I have been enthusiastically awaiting this outcome - not only for legal and social reasons, but also from the simple standpoint of logic.
In Saudi Arabia recently, two women were jailed for violating the kingdom's ban on women driving. Their case has now been referred to the Terrorism Court (a court that has sentenced dissenters to death). Now, I may be wrong, but I think automobiles are a relatively modern innovation. I would imagine that before engines came along, Arabia didn't ban women from driving/riding camels. When the government gets involved sometimes it screws things up and makes a controversy where there needn't have been one - especially when it imposes an arbitrary discrimination.

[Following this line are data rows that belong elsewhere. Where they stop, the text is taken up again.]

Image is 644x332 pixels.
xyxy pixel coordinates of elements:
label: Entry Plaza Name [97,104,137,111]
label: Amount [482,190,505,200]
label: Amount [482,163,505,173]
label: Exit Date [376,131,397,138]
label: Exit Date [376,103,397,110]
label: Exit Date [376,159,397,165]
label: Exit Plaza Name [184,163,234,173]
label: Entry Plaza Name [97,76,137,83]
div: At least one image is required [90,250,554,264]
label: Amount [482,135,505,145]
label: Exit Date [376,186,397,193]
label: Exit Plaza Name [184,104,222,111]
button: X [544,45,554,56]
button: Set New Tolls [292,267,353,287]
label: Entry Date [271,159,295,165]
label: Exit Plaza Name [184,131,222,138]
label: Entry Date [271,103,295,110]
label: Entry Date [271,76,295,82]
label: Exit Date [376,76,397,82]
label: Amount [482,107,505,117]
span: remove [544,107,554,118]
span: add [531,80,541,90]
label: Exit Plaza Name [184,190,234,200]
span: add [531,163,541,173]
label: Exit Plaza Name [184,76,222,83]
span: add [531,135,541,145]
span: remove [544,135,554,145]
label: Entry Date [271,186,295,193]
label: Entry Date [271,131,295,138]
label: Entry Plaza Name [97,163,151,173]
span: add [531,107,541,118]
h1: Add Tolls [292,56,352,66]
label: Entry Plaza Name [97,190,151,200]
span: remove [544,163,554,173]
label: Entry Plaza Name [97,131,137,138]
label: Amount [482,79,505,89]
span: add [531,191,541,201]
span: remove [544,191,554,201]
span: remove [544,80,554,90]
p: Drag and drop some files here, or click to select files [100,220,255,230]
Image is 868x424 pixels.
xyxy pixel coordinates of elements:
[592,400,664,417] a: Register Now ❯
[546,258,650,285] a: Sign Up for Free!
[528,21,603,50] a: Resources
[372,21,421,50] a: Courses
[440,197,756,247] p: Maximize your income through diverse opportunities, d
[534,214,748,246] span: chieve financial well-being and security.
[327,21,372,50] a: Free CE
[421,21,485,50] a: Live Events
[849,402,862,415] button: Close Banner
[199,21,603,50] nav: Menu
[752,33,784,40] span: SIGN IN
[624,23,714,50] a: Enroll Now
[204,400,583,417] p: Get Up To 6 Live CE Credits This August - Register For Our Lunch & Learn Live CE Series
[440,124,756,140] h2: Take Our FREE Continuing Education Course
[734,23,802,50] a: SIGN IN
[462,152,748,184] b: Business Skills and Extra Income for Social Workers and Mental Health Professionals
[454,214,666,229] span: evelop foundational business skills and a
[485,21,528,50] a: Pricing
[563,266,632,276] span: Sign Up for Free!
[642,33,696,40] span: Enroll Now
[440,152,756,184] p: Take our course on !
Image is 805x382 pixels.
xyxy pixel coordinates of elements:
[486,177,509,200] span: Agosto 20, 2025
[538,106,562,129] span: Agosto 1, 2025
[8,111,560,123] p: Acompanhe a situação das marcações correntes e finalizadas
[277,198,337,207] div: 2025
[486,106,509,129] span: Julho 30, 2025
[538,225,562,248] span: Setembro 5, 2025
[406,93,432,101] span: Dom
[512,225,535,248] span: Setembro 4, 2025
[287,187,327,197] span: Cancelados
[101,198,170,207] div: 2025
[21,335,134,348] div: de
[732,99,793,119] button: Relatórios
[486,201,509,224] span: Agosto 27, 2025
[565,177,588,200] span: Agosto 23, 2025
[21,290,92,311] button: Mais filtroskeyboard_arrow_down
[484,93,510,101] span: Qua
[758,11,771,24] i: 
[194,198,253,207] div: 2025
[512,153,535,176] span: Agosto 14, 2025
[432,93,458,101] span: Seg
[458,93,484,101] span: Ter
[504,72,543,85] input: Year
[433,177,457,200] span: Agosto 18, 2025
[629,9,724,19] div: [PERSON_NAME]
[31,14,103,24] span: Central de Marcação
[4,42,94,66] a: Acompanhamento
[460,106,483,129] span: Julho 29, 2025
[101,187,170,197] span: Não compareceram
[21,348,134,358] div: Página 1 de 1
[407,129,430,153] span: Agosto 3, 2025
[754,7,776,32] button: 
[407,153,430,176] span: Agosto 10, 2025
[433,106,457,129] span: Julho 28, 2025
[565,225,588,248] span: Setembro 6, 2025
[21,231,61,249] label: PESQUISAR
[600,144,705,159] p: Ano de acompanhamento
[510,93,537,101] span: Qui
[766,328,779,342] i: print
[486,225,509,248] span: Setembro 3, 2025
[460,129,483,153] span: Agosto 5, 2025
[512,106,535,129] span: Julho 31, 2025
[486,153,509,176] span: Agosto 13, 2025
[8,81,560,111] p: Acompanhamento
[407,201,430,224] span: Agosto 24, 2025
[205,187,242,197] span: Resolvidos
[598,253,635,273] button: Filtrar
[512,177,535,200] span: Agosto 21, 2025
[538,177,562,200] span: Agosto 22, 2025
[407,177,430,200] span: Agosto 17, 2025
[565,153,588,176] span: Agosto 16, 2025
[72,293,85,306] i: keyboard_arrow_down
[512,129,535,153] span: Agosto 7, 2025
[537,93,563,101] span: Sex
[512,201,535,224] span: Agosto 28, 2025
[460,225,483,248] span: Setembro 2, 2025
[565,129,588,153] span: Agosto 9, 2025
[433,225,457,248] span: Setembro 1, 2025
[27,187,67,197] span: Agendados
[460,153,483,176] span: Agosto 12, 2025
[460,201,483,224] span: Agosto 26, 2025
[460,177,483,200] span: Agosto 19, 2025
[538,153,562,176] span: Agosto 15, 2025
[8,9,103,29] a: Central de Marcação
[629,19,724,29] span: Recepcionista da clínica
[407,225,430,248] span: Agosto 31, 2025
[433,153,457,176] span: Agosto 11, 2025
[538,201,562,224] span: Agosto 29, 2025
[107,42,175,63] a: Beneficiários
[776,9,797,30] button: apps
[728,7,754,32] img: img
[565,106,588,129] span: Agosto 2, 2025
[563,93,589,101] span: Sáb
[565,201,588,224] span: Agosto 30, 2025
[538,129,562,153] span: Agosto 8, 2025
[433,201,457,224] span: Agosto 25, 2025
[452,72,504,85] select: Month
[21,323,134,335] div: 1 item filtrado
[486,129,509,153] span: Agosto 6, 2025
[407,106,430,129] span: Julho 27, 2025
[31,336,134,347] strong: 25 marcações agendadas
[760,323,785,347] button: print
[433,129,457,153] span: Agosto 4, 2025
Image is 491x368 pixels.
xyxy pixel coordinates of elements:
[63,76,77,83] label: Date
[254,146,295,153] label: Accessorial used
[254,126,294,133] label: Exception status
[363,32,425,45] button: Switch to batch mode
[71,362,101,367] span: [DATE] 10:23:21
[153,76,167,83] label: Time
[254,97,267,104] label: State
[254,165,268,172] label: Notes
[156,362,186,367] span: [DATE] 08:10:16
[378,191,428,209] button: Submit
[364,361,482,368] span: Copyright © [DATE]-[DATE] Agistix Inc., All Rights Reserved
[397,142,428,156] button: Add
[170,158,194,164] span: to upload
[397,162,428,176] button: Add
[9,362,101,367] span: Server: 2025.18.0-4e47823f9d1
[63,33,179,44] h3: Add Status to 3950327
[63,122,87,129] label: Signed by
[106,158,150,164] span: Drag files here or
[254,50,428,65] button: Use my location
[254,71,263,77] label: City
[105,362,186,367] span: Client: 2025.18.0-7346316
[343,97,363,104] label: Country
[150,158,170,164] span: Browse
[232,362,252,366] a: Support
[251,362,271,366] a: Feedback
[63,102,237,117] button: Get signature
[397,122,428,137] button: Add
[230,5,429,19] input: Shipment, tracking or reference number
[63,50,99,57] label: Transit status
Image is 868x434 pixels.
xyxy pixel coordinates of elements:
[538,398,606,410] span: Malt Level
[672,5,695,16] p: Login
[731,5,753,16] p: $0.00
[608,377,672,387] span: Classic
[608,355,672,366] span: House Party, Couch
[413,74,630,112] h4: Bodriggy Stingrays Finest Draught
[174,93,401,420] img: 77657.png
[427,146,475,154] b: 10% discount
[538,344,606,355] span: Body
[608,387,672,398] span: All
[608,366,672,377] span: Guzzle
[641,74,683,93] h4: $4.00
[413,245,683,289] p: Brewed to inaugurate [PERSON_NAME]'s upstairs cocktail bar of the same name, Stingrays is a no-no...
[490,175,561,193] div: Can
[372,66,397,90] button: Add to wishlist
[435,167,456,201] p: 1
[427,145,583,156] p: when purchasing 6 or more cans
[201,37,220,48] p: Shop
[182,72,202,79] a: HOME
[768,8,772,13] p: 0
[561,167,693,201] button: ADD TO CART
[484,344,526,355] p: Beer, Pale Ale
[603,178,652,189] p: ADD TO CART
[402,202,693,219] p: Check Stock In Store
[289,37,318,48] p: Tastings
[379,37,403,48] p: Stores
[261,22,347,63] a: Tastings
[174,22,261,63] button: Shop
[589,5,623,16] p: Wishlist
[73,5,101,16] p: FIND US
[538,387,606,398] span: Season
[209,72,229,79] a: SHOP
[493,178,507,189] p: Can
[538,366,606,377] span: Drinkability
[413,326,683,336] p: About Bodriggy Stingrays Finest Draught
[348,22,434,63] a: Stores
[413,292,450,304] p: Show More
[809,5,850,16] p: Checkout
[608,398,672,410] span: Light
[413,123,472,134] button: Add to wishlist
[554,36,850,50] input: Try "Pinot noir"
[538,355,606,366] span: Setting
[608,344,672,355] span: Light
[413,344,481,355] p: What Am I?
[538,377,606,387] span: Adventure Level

Today, as the news media recite the arguments surrounding both sides of today's 5-4 ruling permitting gay marriage licenses nationwide, I hear remarks like - "It's been that way since the founding of our nation", "Marriage has ALWAYS been between a man and a woman", "Why does the Court think it can dictate the will of the respective states?".
Virgil Cooper wrote:
The marriage license as we know it didn't come into existence until after the Civil War and didn't become standard practice in all the states until after 1900, becoming firmly established by 1920. In effect, the states or governments appropriated or usurped control of marriages in secular form and in the process declared Common Law applicable to marriages "abrogated."
See also UCC - Uniform Commercial Code - 1950 - Approval of the Uniform Marriage License Application Act. (http://www.barefootsworld.net/usfraud.html)
Prior to the states' intervention into the civil marriage business, it was the province of the various churches to decide whom they would marry. The fact that the states stuck to the man/woman marriage model was perhaps arbitrary, and only reinforced by a prevailing culture which until 2003 saw gays as felons.
Today's ruling gave gays nationwide something that 100 years ago they wouldn't really have needed. What makes the difference now is that since the good religious folks of our country deputized the government to guard and maintain the sanctity of the Judeo-Christian sacrament of traditional holy matrimony, the glorious prize at stake is the LICENSE - a relatively new innovation (like the automobile).
I have said it before, but the equal protection doctrine of the (fraudulent) Fourteenth Amendment makes it silly for the new, Corporate United States government to discriminate on the basis of gender when issuing a license - especially one that is essentially a BUSINESS LICENSE. Virgil Cooper continues:
In the civil law, the marriage is considered to be a for-profit venture or profit-making venture (even though it may never actually produce a profit in operation) and as the wife goes out to the local market to purchase food stuffs and other supplies for the marriage household, she is replenishing the stocks of the business. To restate: In the civil law, the marriage is considered to be a business venture, that is, a for-profit business venture. Moreover, as children come into the marriage household, the business venture is considered to have "borne fruit." (citing William Defuniak)
I am happy for my gay friends who can now feel like fully-fledged corporate subjects with equal privileges and immunities granted as titles of nobility in an admiralty jurisdiction. One news anchor mused about whether we polygs will now step up and insist on equal treatment in the form of licenses for a plural family. I don't know, I'm thinking about it.
I do think that Utah's recent appeal (to the 10th Circuit) of Judge Waddoups' decriminalization of plural cohabitation is not only littered with typos, but also now is doomed to fail. While gays have won the right to marry, we polygs are still not permitted to exist. How silly is that?